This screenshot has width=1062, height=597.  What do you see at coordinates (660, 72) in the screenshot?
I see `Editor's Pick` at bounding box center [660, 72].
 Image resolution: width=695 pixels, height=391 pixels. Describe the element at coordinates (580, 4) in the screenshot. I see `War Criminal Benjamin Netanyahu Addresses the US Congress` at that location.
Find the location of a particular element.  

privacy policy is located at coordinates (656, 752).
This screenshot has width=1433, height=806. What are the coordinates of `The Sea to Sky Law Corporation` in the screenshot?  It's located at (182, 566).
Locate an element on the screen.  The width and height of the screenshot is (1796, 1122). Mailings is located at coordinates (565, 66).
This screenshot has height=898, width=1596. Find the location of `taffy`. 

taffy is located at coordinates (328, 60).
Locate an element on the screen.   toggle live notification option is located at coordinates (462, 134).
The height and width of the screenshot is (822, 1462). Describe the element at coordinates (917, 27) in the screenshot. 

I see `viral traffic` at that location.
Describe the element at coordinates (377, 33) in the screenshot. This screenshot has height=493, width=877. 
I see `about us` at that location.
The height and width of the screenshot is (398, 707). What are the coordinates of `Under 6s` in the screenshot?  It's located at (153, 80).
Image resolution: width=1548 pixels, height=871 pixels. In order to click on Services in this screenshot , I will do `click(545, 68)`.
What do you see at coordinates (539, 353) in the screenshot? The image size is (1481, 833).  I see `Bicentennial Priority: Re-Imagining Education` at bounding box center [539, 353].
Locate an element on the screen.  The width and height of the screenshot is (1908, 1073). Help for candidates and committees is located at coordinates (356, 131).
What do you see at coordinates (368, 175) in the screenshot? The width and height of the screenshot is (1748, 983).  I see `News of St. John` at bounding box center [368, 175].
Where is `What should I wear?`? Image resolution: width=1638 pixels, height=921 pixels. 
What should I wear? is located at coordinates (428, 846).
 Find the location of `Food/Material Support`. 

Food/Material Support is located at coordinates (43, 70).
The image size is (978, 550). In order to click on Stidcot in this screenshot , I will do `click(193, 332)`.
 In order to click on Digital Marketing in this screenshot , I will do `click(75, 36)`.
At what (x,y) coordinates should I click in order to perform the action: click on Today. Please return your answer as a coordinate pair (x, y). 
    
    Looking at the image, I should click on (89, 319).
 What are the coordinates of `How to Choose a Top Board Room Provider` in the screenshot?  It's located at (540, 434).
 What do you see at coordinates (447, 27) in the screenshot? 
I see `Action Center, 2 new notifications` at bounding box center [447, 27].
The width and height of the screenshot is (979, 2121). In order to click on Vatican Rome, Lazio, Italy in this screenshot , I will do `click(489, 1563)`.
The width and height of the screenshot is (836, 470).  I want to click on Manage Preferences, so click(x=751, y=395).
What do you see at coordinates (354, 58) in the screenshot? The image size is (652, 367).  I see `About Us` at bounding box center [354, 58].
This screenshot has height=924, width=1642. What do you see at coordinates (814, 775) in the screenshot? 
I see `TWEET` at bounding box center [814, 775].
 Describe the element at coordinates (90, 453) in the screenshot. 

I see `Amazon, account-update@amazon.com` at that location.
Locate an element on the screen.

____________________

=== WORK TO COMPLETE ===
Each line in the listing either holds the word "will" or does not. Report how many do, as a bare number.

=== RESPONSE AREA ===
4